Innovative Teaching

Economics Professor Daijiro Okada has students work in small groups in a digital classroom inside the new Rutgers Academic Building where innovative teaching is the norm. Screens for projecting notes and images; multiple white boards for students to show their work to each other; and 10 tables spread around the room with plenty of walking space make the perfect setting for Okada’s teaching style: mobile, interactive, and thought-provoking. “Being in a group creates a feeling of accountability,” he says. “I go from table to table to hear from students what they have learned, to pose new questions, and to help them master the material together.”

Professor Okada is just one example of the commitment and creativity that School of Arts and Sciences faculty bring to their role as teachers. Since its inception in 2007, the School has made excellence in teaching a fundamental part of its mission. Check out the stories below to see how innovation teaching is encouraging learning in the classroom across the academic spectrum from English to earth and planetary sciences and from genetics to mathematics.


  • Rutgers Professor Teaches About Mars Through Motion

    In “Planet Mars,” Juliane Gross, a professor in the Department of Earth and Planetary Sciences, has her students simulate the way NASA guides the six-wheeled Mars Exploration Rover vehicle across the treacherous terrain of the red planet.

  • Rutgers Professor Brings Insights on Islam to the Big Ten

    Students in Sylvia Chan-Malik’s “Islam in/and America” course are enrolled at Rutgers, the University of Maryland, University of Michigan, and University of Nebraska–Lincoln and participate in the discussion through video-conferencing that brings perspectives from around the country together.

  • Reaching Math Averse Students Across the Liberal Arts

    Michael Weingart is a mathematics professor with a knack for connecting with students who don’t like math.  He has redesigned the Department of Mathematics 100-level courses to make them engaging to students from the humanities, fine arts, social work, and other non-STEM disciplines.

  • A Powerful Memoir Inspires Students to Tell Their Stories

    In a seminar, students majoring or minoring in Spanish study the memoir by Supreme Court Justice Sonia Sotomayor, then write their own. Professor Dámaris M. Otero-Torres saw the book as a powerful means to explore race, gender, and politics, and to inspire students to reflect on their own lives.

  • A Humanities Course at Rutgers Gets Students Thinking about the Unthinkable

    “The Coming Apocalypse”—and while that title might conjure up images of bioterrorist attacks or a nuclear strike, in this edgy Signature Course English professor Richard E. Miller focuses on how humankind responds to traumatic events and troubled times as it is on the actual threats.

  • Student Scientists at Rutgers Learn the Art of Communication

    Undergraduate genetics students are learning what it takes to communicate complex science to the public. Find out why the aspiring doctors, researchers, and genetic counselors in Gary Heiman's class say they're getting a "competitive advantage" over students from other research universities.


» **TRY IT**: The answer should be each line from the entries below that has the word "labels" in it.

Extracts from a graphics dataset
════════════════════
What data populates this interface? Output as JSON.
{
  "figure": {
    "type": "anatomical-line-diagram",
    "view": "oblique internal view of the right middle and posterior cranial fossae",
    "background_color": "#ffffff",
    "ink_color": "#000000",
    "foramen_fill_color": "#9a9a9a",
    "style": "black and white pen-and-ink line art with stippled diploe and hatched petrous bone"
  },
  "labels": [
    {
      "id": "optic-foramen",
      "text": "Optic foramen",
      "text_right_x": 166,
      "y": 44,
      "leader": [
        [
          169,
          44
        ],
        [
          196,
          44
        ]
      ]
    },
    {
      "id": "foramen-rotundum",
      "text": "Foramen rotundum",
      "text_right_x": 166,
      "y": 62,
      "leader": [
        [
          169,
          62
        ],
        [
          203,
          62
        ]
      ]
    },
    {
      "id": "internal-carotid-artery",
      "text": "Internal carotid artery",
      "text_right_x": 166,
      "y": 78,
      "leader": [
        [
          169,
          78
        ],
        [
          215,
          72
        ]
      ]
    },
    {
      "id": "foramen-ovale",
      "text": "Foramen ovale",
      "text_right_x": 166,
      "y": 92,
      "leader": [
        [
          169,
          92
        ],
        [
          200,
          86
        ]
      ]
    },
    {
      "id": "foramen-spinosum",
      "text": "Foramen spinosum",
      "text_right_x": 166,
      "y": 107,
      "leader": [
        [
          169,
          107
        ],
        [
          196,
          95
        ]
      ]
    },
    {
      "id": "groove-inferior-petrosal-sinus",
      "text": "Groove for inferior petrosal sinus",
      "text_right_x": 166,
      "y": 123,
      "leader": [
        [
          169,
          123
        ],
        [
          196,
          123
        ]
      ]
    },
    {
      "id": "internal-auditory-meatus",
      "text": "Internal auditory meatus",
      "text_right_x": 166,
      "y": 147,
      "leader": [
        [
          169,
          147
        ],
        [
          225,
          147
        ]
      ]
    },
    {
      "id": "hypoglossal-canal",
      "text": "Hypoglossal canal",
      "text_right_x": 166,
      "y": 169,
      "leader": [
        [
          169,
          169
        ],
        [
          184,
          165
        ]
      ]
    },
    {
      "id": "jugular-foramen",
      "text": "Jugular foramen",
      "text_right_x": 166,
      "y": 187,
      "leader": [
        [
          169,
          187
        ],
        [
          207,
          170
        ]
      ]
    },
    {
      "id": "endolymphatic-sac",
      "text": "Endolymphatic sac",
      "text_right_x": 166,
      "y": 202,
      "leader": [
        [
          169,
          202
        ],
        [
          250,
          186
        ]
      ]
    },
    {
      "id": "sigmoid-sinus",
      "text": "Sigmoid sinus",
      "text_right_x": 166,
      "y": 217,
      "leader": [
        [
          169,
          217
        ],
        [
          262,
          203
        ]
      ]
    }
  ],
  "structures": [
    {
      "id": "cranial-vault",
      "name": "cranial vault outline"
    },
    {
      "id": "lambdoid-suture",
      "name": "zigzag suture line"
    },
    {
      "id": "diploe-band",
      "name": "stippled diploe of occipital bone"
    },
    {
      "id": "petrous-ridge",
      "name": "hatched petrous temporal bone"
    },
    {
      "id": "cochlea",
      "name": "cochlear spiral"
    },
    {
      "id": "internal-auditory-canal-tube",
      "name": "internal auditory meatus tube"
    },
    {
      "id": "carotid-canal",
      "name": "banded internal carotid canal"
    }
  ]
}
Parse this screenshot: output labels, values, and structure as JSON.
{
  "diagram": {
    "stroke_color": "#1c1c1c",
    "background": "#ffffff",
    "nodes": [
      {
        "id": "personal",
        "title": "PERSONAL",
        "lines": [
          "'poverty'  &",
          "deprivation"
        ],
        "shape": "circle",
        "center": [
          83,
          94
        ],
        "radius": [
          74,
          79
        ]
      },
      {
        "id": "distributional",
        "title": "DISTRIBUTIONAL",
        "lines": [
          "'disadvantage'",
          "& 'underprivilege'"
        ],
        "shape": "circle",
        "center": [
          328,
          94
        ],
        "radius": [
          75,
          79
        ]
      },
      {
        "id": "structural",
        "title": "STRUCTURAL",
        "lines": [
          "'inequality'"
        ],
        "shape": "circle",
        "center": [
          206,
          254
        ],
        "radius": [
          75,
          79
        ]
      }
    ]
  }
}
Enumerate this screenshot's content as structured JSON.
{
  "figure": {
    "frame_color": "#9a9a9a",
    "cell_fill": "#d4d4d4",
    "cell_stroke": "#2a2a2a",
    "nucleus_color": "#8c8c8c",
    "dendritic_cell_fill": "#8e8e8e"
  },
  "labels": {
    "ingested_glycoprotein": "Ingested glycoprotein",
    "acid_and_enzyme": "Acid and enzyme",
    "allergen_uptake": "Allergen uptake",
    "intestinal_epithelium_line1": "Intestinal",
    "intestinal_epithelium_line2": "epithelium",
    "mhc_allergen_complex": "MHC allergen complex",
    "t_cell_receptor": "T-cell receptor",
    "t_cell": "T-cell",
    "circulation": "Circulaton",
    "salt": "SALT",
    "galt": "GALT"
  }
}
════════════════════
» **RESULT**:
  "labels": [
Parse this screenshot: output labels, values, and structure as JSON.
  "labels": {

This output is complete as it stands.